Your rotations and translations come directly from spglib. However, it often returns small translation vectors that are duplicated i,e. [0, 0, 0], [1e-17,1e-17,1e-17] etc You can reproduce it on 1.0.1_Ag2CrO2.mcif from MAGNDATA. As a result, the number of symmetry operations is larger than it should be (40 symmetries instead of 4 in case of Ag2CrO2). A similar issue is described in _get_symmetry of SpacegroupAnalyzer. One can avoid it by using

rotation = self._spacegroupAnalyzer._get_symmetry()[0] translation = self._spacegroupAnalyzer._get_symmetry()[1]

  1. You got the following line twice: if np.any(np.abs(self._structure._lattice.matrix - self._spacegroupAnalyzer._cell[0]) > 1e-12): exit("Error in the definitions of the unit cell.")

First, in __init__ and then in _paramag_symmetry_operations.

maxmarkov avatar Feb 08 '21 22:02 maxmarkov

@maxmarkov thanks for the testing. Could you clarify how:

rotation = self._spacegroupAnalyzer._get_symmetry()[0]
translation = self._spacegroupAnalyzer._get_symmetry()[1]

avoids the duplicated SymmOp issue? Related to this, we use np.allclose() to define whether two SymmOps are equal but the tolerance is currently very tight, do you think this should be relaxed to make it easier to filter out duplicates?

mkhorton avatar Feb 08 '21 22:02 mkhorton

Dear @maxmarkov! Thank you for testing. Honestly, I haven't had a look at q>0 magnetic structures, but that is just a side remark. I will add it to my to do list.

Regarding _spacegroupAnalyzer._get_symmetry(), it is always good to make the code more robust. But rather than hardcoding a rounding, maybe it should be implemented using pos_tolerance with a good fall back default value. What is pymatgen's policy on that, @mkhorton?

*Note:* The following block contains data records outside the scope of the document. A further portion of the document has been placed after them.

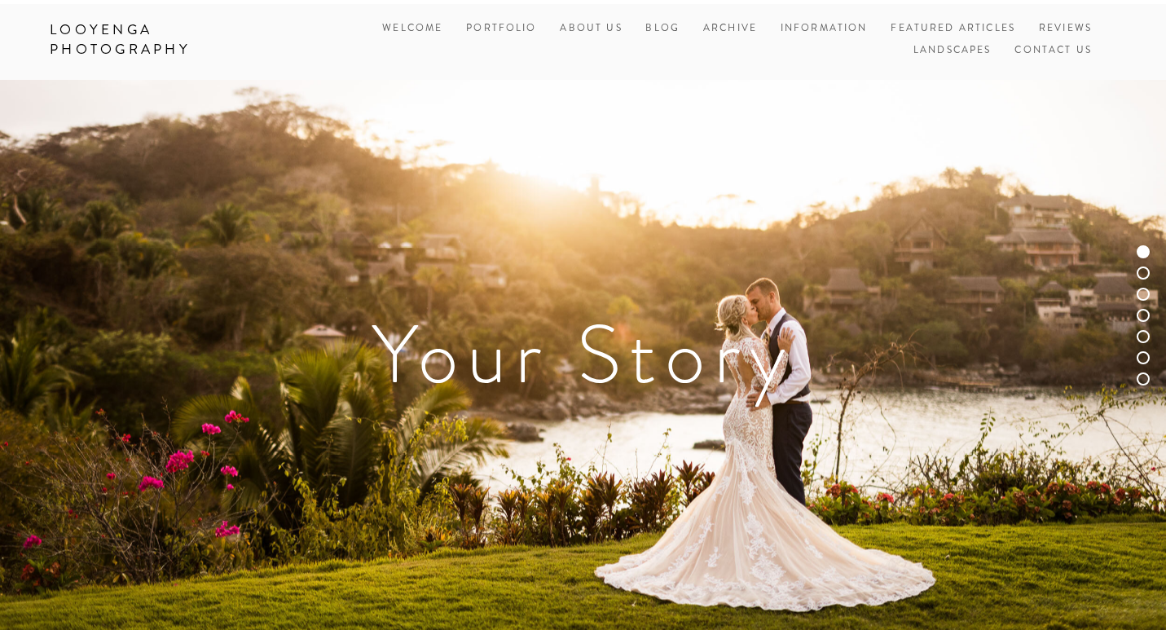 This screenshot has height=630, width=1166. What do you see at coordinates (1053, 51) in the screenshot?
I see `a: Contact Us` at bounding box center [1053, 51].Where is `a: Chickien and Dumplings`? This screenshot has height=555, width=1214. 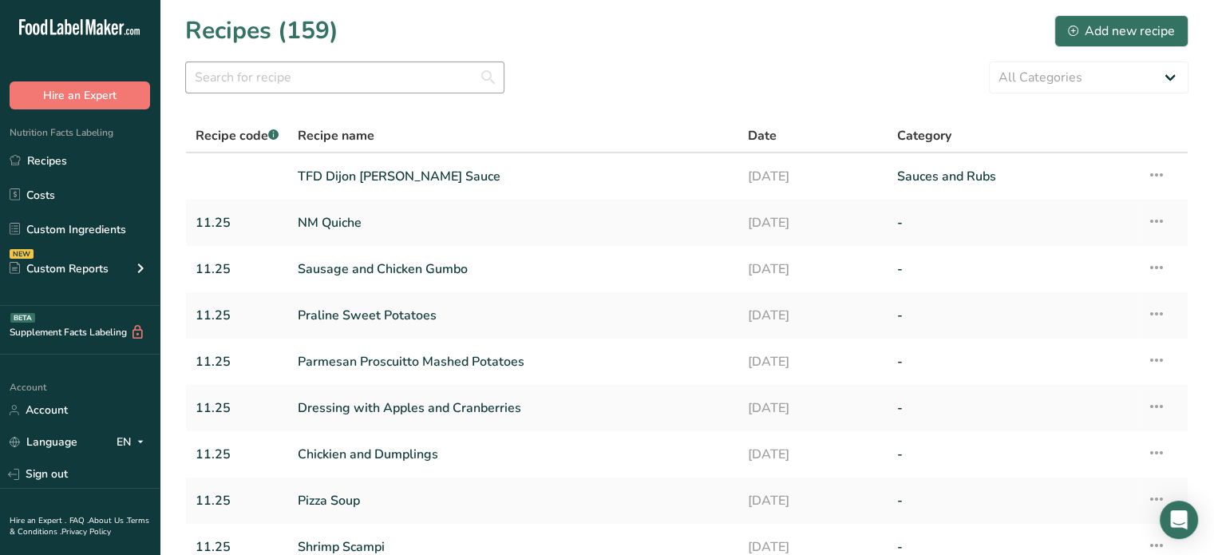
a: Chickien and Dumplings is located at coordinates (512, 454).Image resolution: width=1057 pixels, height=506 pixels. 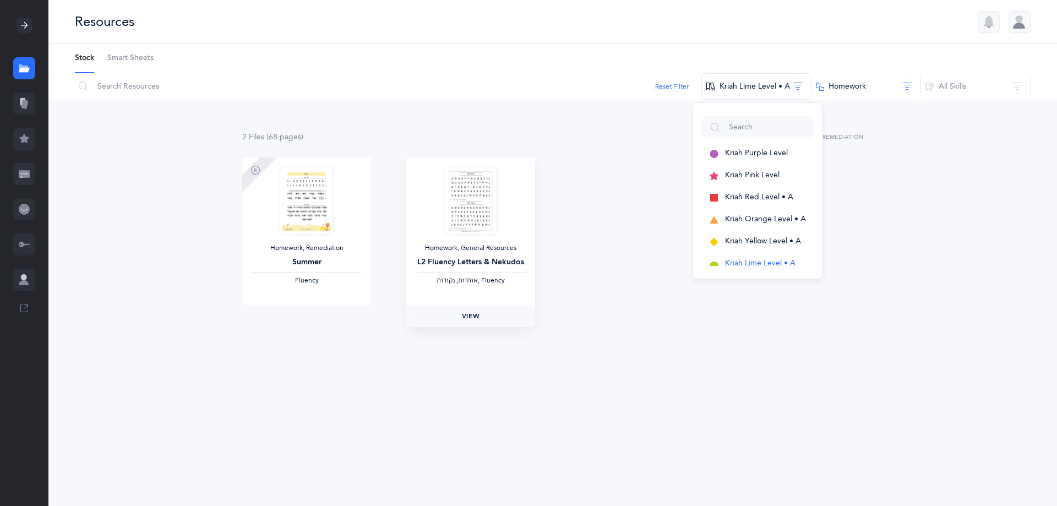 I want to click on a: View, so click(x=471, y=316).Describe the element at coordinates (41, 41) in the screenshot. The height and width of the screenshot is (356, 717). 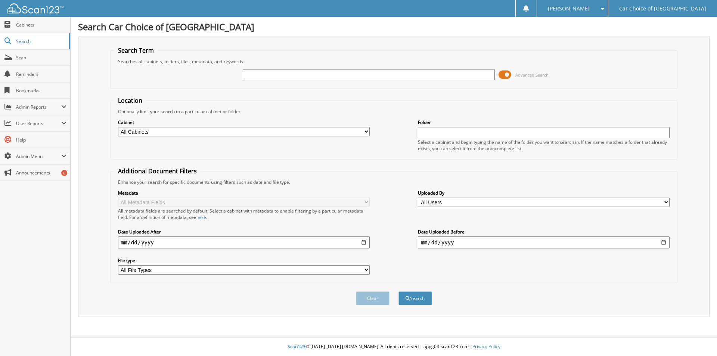
I see `span: Search` at that location.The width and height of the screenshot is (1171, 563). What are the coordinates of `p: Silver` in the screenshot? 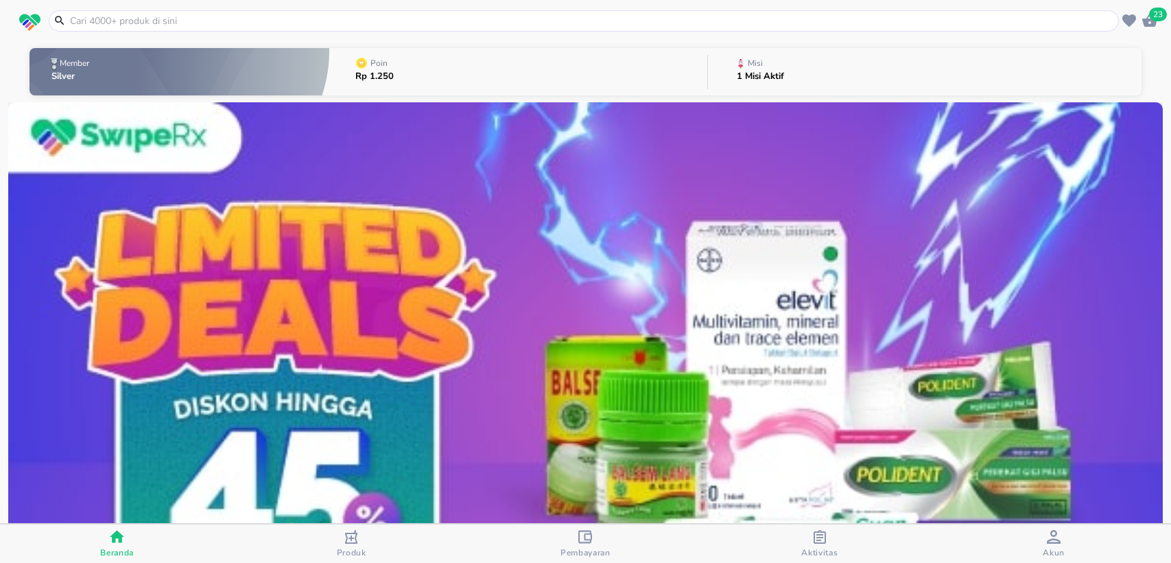 It's located at (71, 76).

Bdw, previously I used _spacegroupAnalyzer._get_symmetry_operations() at that point, but this function always returns the conventional symmetries. This is unexpected behavior to me, if the input structure is primitive. That is why I wrote _paramag_symmetry_operations() in the first place. Although it is probably not good if the SpacegroupAnalyzer and the MagneticSpacegroupAnalyzer behave differently. Harmonizing the behavior should maybe be added to the to do list, too.

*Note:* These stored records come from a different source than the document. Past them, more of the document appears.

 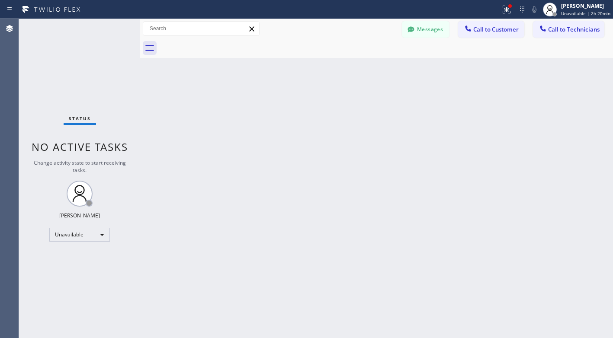 What do you see at coordinates (573, 29) in the screenshot?
I see `span: Call to Technicians` at bounding box center [573, 29].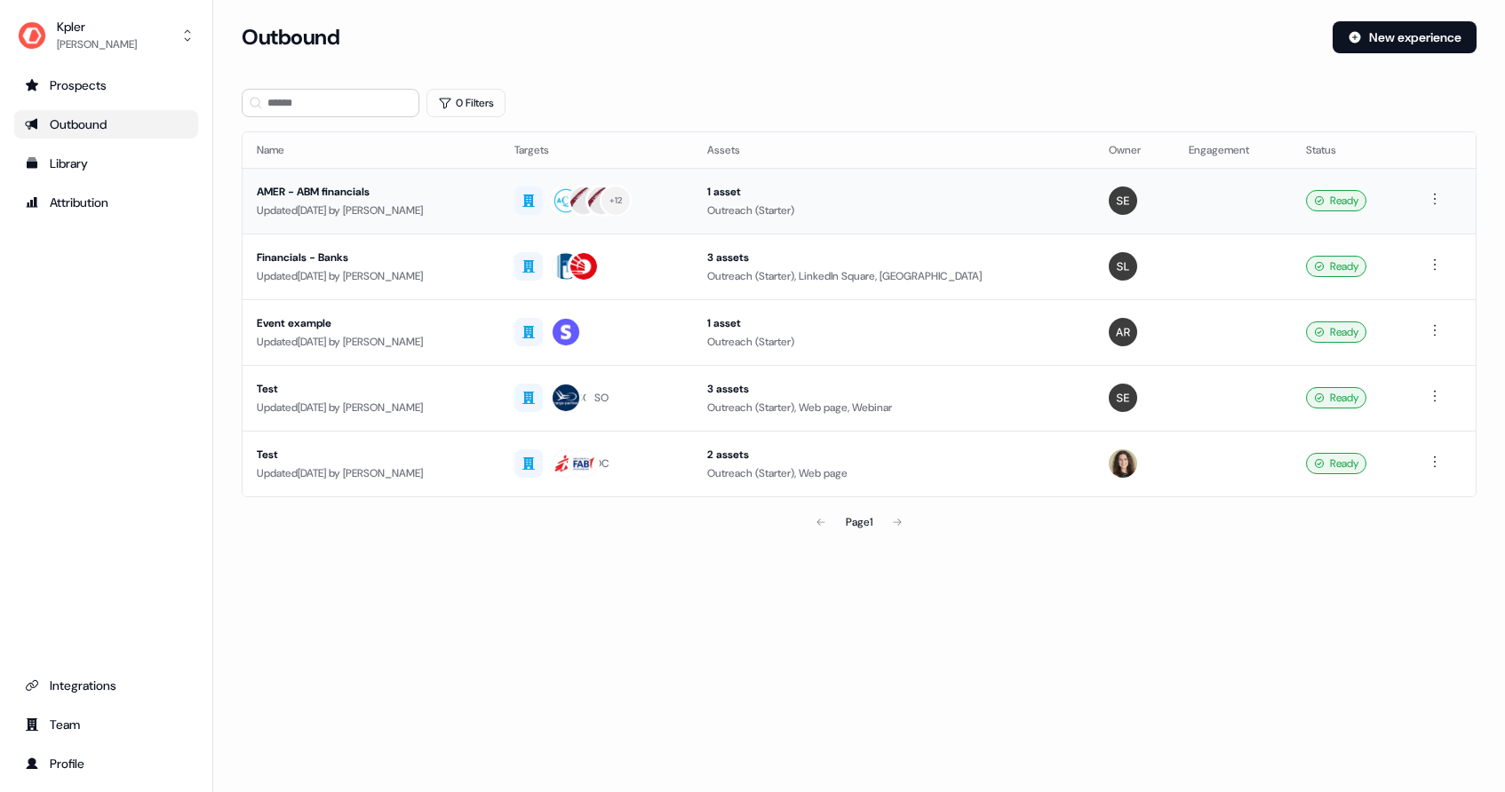 This screenshot has width=1505, height=792. What do you see at coordinates (106, 764) in the screenshot?
I see `div: Profile` at bounding box center [106, 764]. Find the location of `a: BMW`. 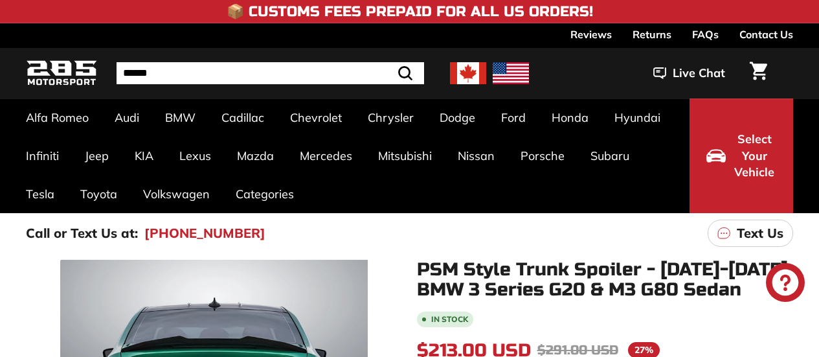

a: BMW is located at coordinates (180, 117).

@guymoore13, regarding the setting issue, I have a small update:

Every MSPG symbol is derived from a non-magnetic SPG symbol. That is why fortunately the same alternative settings apply. But the standard setting for MSPGs is not the one closest to the standard setting of the parent SPG [1]. Furthermore, Hall symbols [2] represent an explicit-origin spacegroup notation. There is a method to decode Hall symbols into matrix representations described in ITC volume B. The resulting matrices are precomputed and stored in spglib [3]. Spglib determines matrix representations for SPG operations and then compares to that dataset. Both tasks, determining the symmetries and comparing representations, are quite involved and currently not available individually. It should be possible to overload the initializer of spglib to accept a set of symmetry operations as an input instead of a structure. Then, the transformation matrix to a chosen setting (by selecting the Hall number) can be returned. I will contact Togo-sensei and look into spglib's repo to check how difficult this will be.

[1] https://www.annualreviews.org/doi/10.1146/annurev-matsci-070214-021008 [2] https://doi.org/10.1107/S0567739481001228 [3] https://arxiv.org/pdf/1808.01590.pdf

I will try to carve out more time to get this functionality ready for distribution. Thank you all for your feedback and patience.

Best regards!

mt-huebsch avatar Feb 09 '21 00:02 mt-huebsch

Thank you for the detailed response @mt-huebsch. Yes, I think we are saying more or less the same thing. You mention the Hall symbol, and my approach has been to store the matrix normal forms required to identify the Hall symbols (on page 7 of the spglib paper that you shared). They use the Smith canonical form. I saw this a bit later - I was using a different matrix diagonalization. However, I recently discovered that the Smith canonical form has some very nice properties, especially for integer matrices. They use SageMath to compute the Smith normal forms. I have been experimenting with other Python packages to compute normal forms.